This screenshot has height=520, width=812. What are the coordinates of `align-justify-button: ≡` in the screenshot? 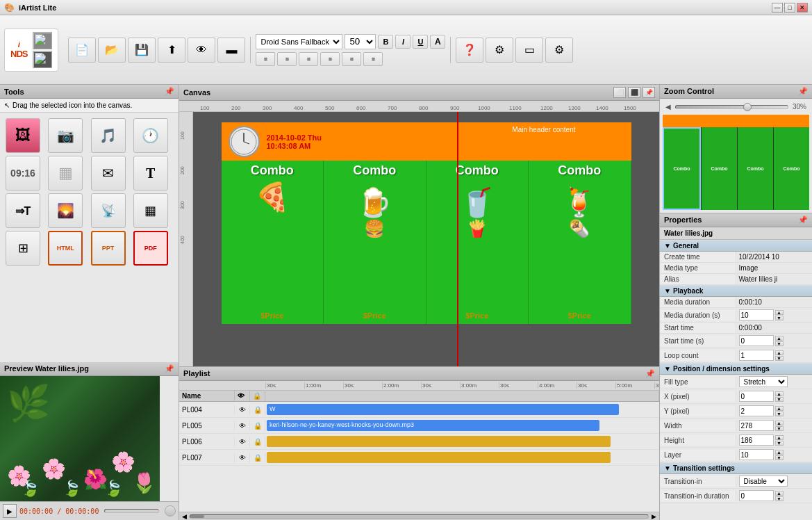 It's located at (330, 59).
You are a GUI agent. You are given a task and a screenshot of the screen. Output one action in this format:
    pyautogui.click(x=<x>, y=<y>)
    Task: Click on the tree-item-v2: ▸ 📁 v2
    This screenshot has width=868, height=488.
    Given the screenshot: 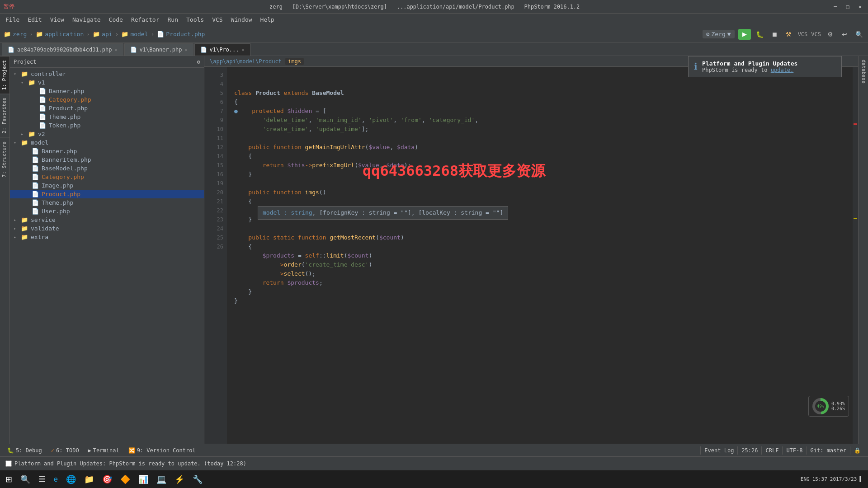 What is the action you would take?
    pyautogui.click(x=107, y=134)
    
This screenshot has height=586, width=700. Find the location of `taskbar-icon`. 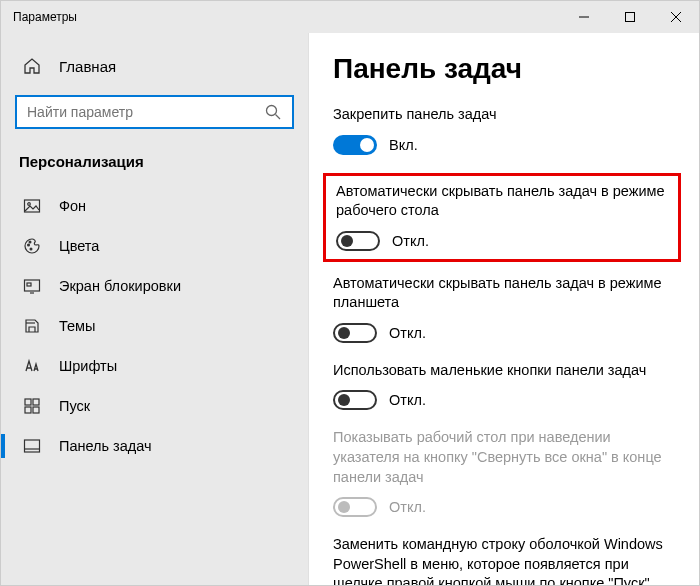

taskbar-icon is located at coordinates (32, 446).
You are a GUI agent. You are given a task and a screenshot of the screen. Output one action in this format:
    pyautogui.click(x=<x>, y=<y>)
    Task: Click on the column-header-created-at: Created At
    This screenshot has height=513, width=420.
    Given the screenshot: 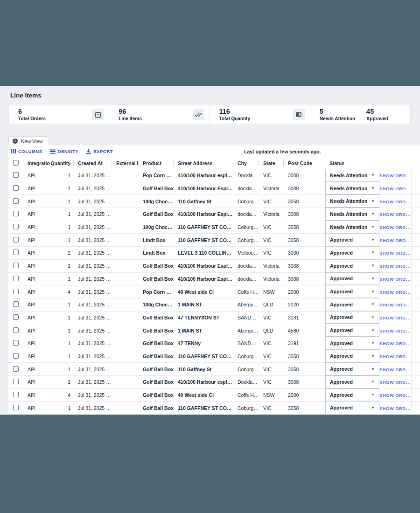 What is the action you would take?
    pyautogui.click(x=93, y=163)
    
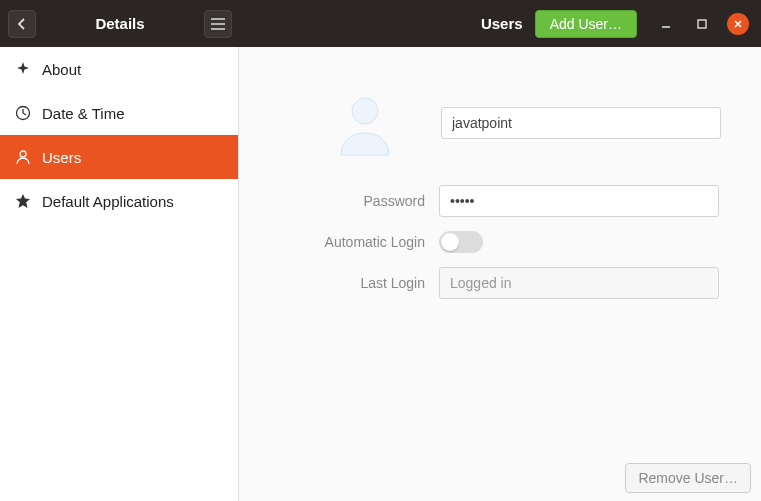  What do you see at coordinates (388, 24) in the screenshot?
I see `page-title: Users` at bounding box center [388, 24].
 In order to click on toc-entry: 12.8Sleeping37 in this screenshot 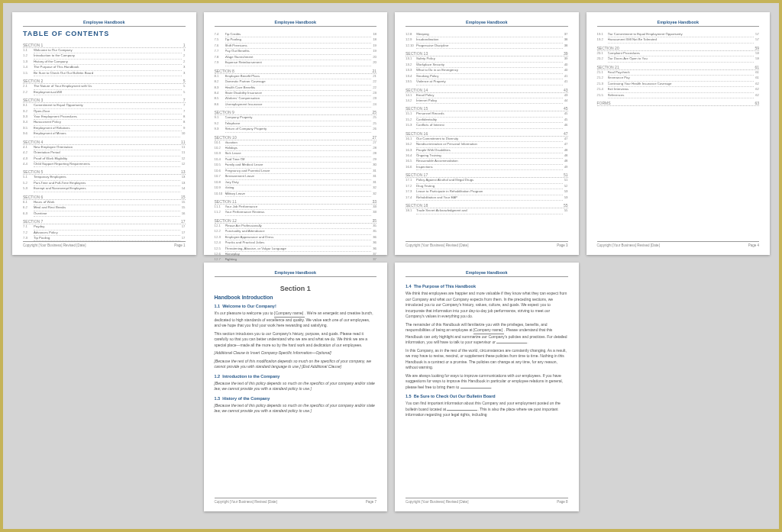, I will do `click(487, 35)`.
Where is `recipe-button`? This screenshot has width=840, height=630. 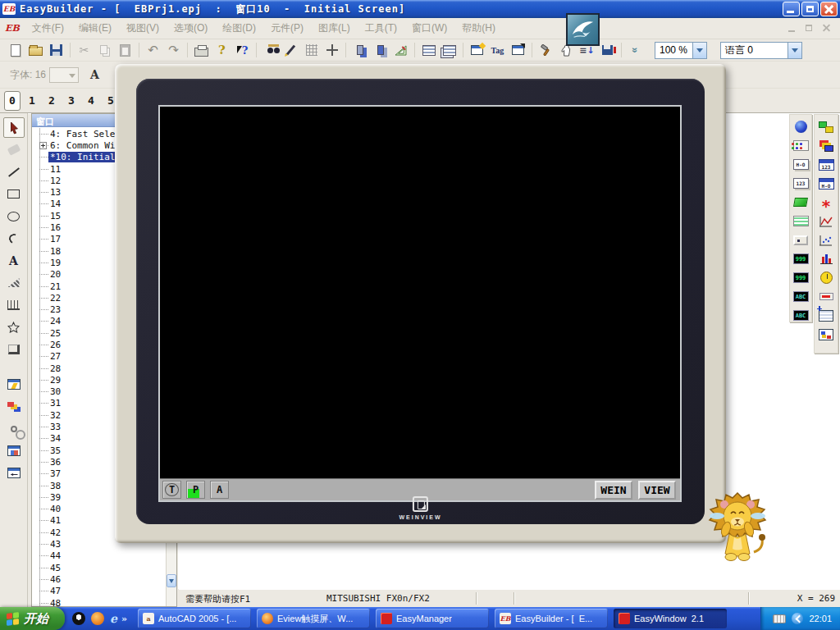
recipe-button is located at coordinates (801, 221).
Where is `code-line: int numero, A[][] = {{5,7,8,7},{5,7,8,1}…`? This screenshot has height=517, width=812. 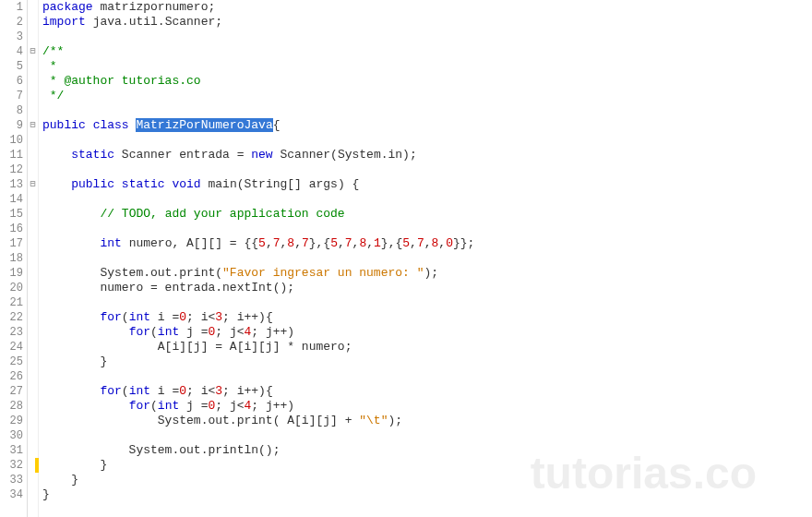 code-line: int numero, A[][] = {{5,7,8,7},{5,7,8,1}… is located at coordinates (427, 244).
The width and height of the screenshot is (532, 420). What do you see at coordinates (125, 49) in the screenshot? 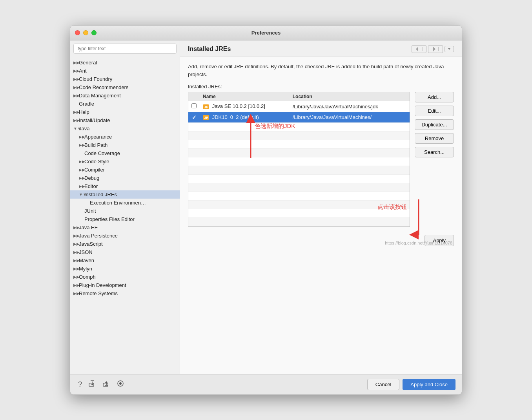
I see `search-input` at bounding box center [125, 49].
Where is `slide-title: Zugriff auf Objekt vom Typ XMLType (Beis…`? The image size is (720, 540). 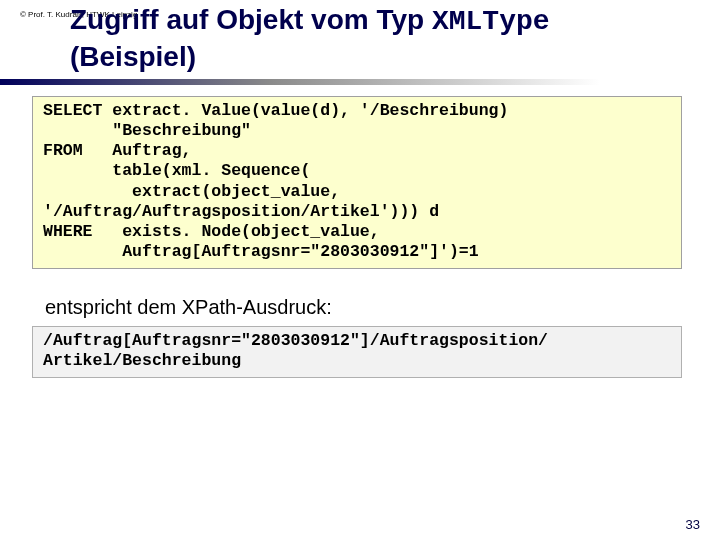 slide-title: Zugriff auf Objekt vom Typ XMLType (Beis… is located at coordinates (385, 38).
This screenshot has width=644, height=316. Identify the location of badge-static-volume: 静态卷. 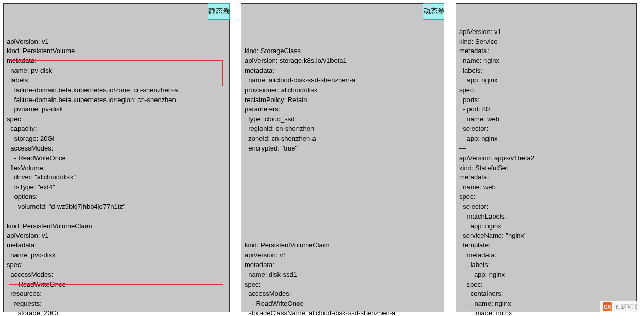
(219, 11).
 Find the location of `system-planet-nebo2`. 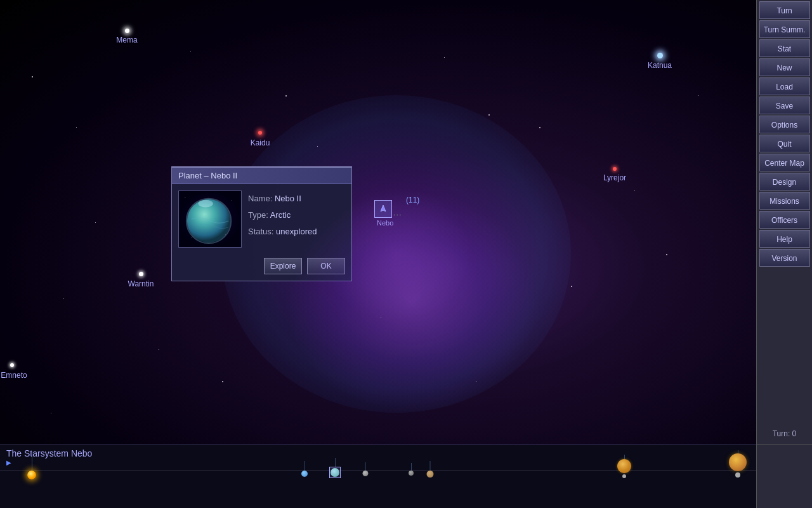

system-planet-nebo2 is located at coordinates (335, 468).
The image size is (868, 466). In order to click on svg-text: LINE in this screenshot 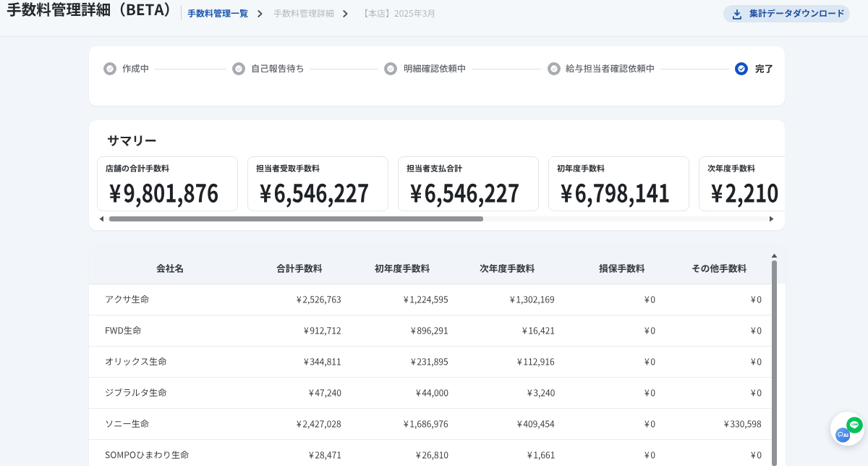, I will do `click(855, 424)`.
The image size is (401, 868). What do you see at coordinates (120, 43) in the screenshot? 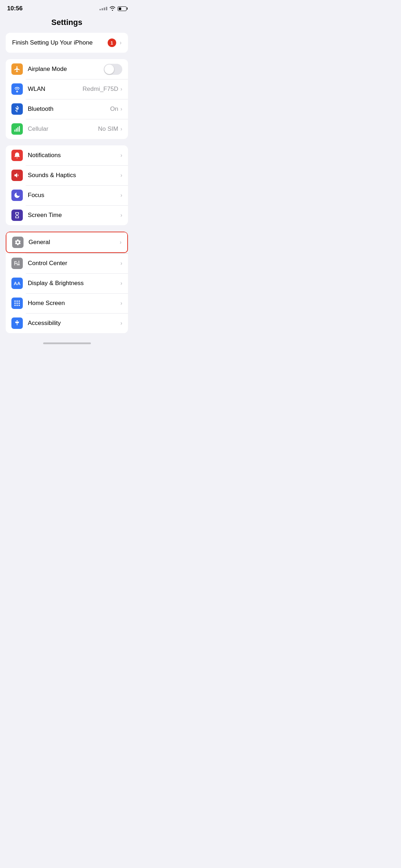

+===+

Problem statement: From the data above, output exactly the lines between the one containing "Task: Click on the column-header-created-at: Created" and the one containing "This screenshot has height=513, width=420.", counting both of them.

Answer space:
    Task: Click on the column-header-created-at: Created At
    This screenshot has height=513, width=420.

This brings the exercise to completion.